A "book town", Johnson writes, "is simply a small town, usually rural and scenic, full of bookshops and book-related industries". An introduction to 45 of the world's best book towns, this beautifully-designed hardback is part guidebook, part social history, with each entry accompanied by extensive images which showcase the place of books in the life of each town. Among the locations celebrated are Montereggio in Italy, where books have been sold since the 1490s; the Australian town of Bowral, where former resident PL Travers created Mary Poppins; and Paju Book City in South Korea, where every single building is dedicated to making, publishing, selling and promoting Korean books. Often – as in Wigtown in Scotland – the tourism potential of such towns has helped regenerate declining communities by providing sustainable employment. "Becoming Scotland's book town has put us back on the map and given people a reason to come here," says one bookshop owner. As every reader will attest, "sometimes you need more than just one book, more than just one bookshop.
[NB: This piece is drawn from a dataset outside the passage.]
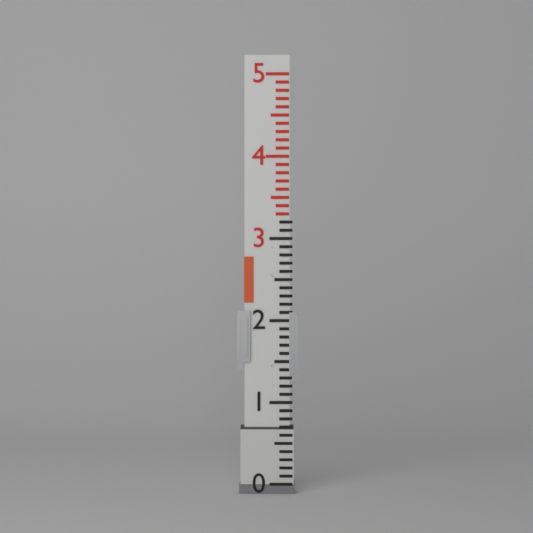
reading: 0.7 (no unit)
Sometimes you need a whole book town."

Freya McClements

Travelling with Ghosts by Shannon Leone Fowler

Weidenfeld & Nicolson, £8.99

Shannon Fowler’s fiance Sean was killed by a box jellyfish sting while they were on holidays in Thailand (there were no warnings of highly venomous jellyfish and officials initially tried to put his death down to “drunk drowning”). This memoir of love and grief is her response to that tragedy. As a marine biologist whose grandfather was an oceanographer, a love and knowledge of the ocean was deeply ingrained in her from childhood but she couldn’t bear to be near the ocean afterwards. Instead she travelled alone to eastern Europe, in the autumn and winter, to places where English wasn’t spoken and tourists were rare. The narrative zigzags back and forth between those travels, memories of their loving relationship and flashbacks to the days immediately after Sean’s death. Her travels taught her “that real tragedies don’t need to be redeemed; they need to be remembered” and that “the world isn’t full of Hollywood happy endings”. It’s a well-written, moving and at times intensely dark account – certainly not for the faint-hearted.